Maybe Meloni reflected on that and concluded that Europe
is better off having a Ukraine-style relationship with Trumpist America than an
Israel-style one. Allies, sure—but no longer so dependent on the U.S. that displeasing the
president might create an existential threat to one’s national security. An
arm’s-length ally doesn’t pick needless fights with the White House, but
neither does Meloni feel obliged to bite her tongue when the White House picks
a needless fight with her.
You can have your dignity or you can enjoy Trump’s favor,
but it’s one or the other. As he turns 80, with his job approval less than half that number and his pretensions to
“strength” in ashes after Iran, his favor just isn’t worth what it used to be.
Woe to a bully who’s lost his ability to intimidate, who no longer has “the
cards,” as there’s no one more likely to get popped in the nose. This morning
Meloni popped him.
Giving the right a bad name.
I wonder if her politics are contributing to her
annoyance at him.
She isn’t some pomo leftist of the sort Americans
typically imagine European leaders to be. She’s a right-wing nationalist, like
the president himself. She promotes Christian values and the traditional family
model, and presumably she’d like to see that vision make inroads across the
continent.
Trump is killing her chances. The more right-wing
politics becomes associated with fat orange clownery, the less European voters
will want any part of it.
Far-right European leaders have been running away from the president for months, in fact. Anger
at the Iran war’s impact on energy costs left them little choice, but Trump’s
behavior is also partly to blame for scaring the proverbial horses. “Not only
erratic but also extremely unsteady and constantly shifting” is how Jordan
Bardella, the head of France’s leading nationalist party and a potential
candidate for president next year, described the president’s antics recently.

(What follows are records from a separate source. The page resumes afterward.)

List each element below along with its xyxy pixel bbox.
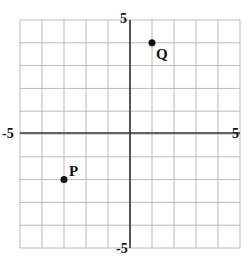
y-max-label: 5: [120, 11, 127, 26]
x-min-label: -5: [2, 126, 14, 141]
coordinate-plane: -5 5 5 -5 QP: [0, 0, 248, 261]
x-max-label: 5: [232, 126, 239, 141]
point-q: [149, 39, 156, 46]
point-label-q: Q: [156, 46, 168, 62]
point-label-p: P: [69, 163, 78, 179]
point-p: [61, 176, 68, 183]
y-min-label: -5: [116, 241, 128, 256]
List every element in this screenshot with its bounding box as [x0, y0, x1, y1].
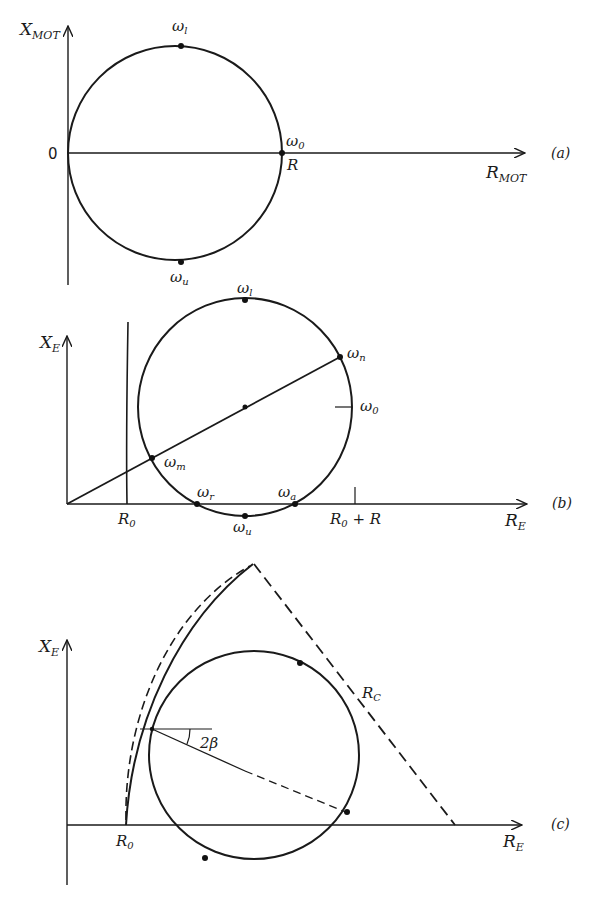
- panel-c: XE 2β RC R0 RE (c): [37, 564, 570, 885]
- y-axis-label-c: XE: [37, 636, 59, 659]
- label-omega-m-b: ωm: [164, 453, 186, 472]
- r0-label-c: R0: [115, 832, 134, 851]
- point-omega-n-b: [337, 354, 343, 360]
- point-omega-m-b: [149, 455, 155, 461]
- solid-locus-c: [126, 564, 253, 825]
- chord-solid-c: [152, 729, 245, 771]
- tangent-point-c: [150, 727, 154, 731]
- panel-tag-a: (a): [551, 145, 570, 161]
- diameter-line-b: [67, 357, 340, 504]
- panel-tag-c: (c): [551, 816, 570, 832]
- panel-a: XMOT 0 ωl ωu ω0 R RMOT (a): [18, 17, 570, 287]
- point-bottom-c: [202, 855, 208, 861]
- angle-arc-c: [187, 729, 190, 744]
- y-axis-label-a: XMOT: [18, 19, 61, 42]
- label-omega-u-b: ωu: [233, 518, 252, 537]
- label-omega-r-b: ωr: [197, 483, 215, 502]
- label-omega-0-b: ω0: [360, 397, 379, 416]
- x-axis-label-b: RE: [504, 510, 526, 533]
- chord-dashed-c: [245, 771, 348, 813]
- angle-label-c: 2β: [199, 734, 219, 752]
- center-point-b: [243, 405, 248, 410]
- label-omega-0-a: ω0: [286, 132, 305, 151]
- label-omega-l-a: ωl: [172, 17, 187, 36]
- impedance-circle-diagrams: XMOT 0 ωl ωu ω0 R RMOT (a) XE ωl ωu ωn ω…: [0, 0, 599, 908]
- label-omega-l-b: ωl: [237, 279, 252, 298]
- panel-b: XE ωl ωu ωn ω0 ωm ωr ωa R0 R0 + R RE (b): [38, 279, 572, 537]
- point-omega-u-a: [178, 259, 184, 265]
- impedance-circle-c: [149, 651, 359, 859]
- label-omega-a-b: ωa: [278, 483, 296, 502]
- rc-label-c: RC: [361, 684, 381, 703]
- x-axis-label-c: RE: [502, 831, 524, 854]
- origin-label-a: 0: [48, 145, 58, 163]
- panel-tag-b: (b): [552, 495, 572, 511]
- y-axis-label-b: XE: [38, 332, 60, 355]
- label-r-a: R: [286, 156, 298, 174]
- label-omega-n-b: ωn: [347, 344, 366, 363]
- label-omega-u-a: ωu: [170, 268, 189, 287]
- r0-curve-b: [127, 322, 128, 504]
- point-top-c: [297, 660, 303, 666]
- point-omega-0-a: [279, 150, 285, 156]
- point-omega-l-a: [178, 43, 184, 49]
- tick-label-r0-plus-r-b: R0 + R: [329, 510, 381, 529]
- point-omega-r-b: [194, 501, 200, 507]
- point-omega-l-b: [242, 297, 248, 303]
- dashed-locus-c: [126, 566, 250, 820]
- x-axis-label-a: RMOT: [485, 162, 528, 185]
- point-right-c: [344, 809, 350, 815]
- tick-label-r0-b: R0: [117, 510, 136, 529]
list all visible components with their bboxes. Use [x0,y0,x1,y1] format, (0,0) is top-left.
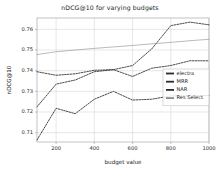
x-tick-label-3: 800 [166,145,176,151]
x-tick-label-1: 400 [89,145,99,151]
x-tick-label-0: 200 [51,145,61,151]
legend-label-nar: NAR [177,86,188,92]
x-tick-label-4: 1000 [202,145,215,151]
y-axis-label: nDCG@10 [6,65,12,94]
line-chart-plot: 0.710.720.730.740.750.76 200400600800100… [0,0,220,174]
chart-legend: electraMRRNARRes Select [163,69,209,106]
legend-label-electra: electra [177,70,195,76]
y-tick-label-0: 0.71 [21,129,33,135]
chart-figure: nDCG@10 for varying budgets 0.710.720.73… [0,0,220,174]
x-tick-label-2: 600 [128,145,138,151]
legend-label-mrr: MRR [177,78,189,84]
x-axis-label: budget value [105,159,142,166]
legend-label-res-select: Res Select [177,94,203,100]
y-tick-label-5: 0.76 [21,26,33,32]
x-axis-ticks [56,142,209,144]
x-axis-tick-labels: 2004006008001000 [51,145,215,151]
y-axis-tick-labels: 0.710.720.730.740.750.76 [21,26,33,135]
y-tick-label-1: 0.72 [21,108,33,114]
y-tick-label-4: 0.75 [21,46,33,52]
y-tick-label-2: 0.73 [21,88,33,94]
y-tick-label-3: 0.74 [21,67,33,73]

We need to “allow powers that are a bit bewildered by the
United States—and who no longer understand the comings and goings of the
American president, particularly on defense—to be able to find in the French
defense industry a backup option,” Bardella added. To be clear, he said that before
Trump turned on a dime from insisting that Iran’s missile arsenal must be
destroyed to insisting that Iran must
be allowed to have missiles.
The incident with Meloni is simply another
bewildering episode involving the American president that can only hurt the
United States and make the global right he unofficially leads look petty,
tactless, impetuous, and stupid. Maybe Meloni’s irritation is less a product of
her pride being wounded than her resentment at being saddled with a prominent
ideological ally who’s discrediting their mutual cause. She’s doing what she
can to re-dignify it.
I’m tempted to say that Republicans in Congress should
meditate on that and draw a lesson, but we’re waaaaaaay past the point of
salvaging the respectability of right-wing politics in the U.S. So enjoy the
Giorgian rebellion abroad. It’s the closest to dignity from a conservative
official that you and I will witness in 2026.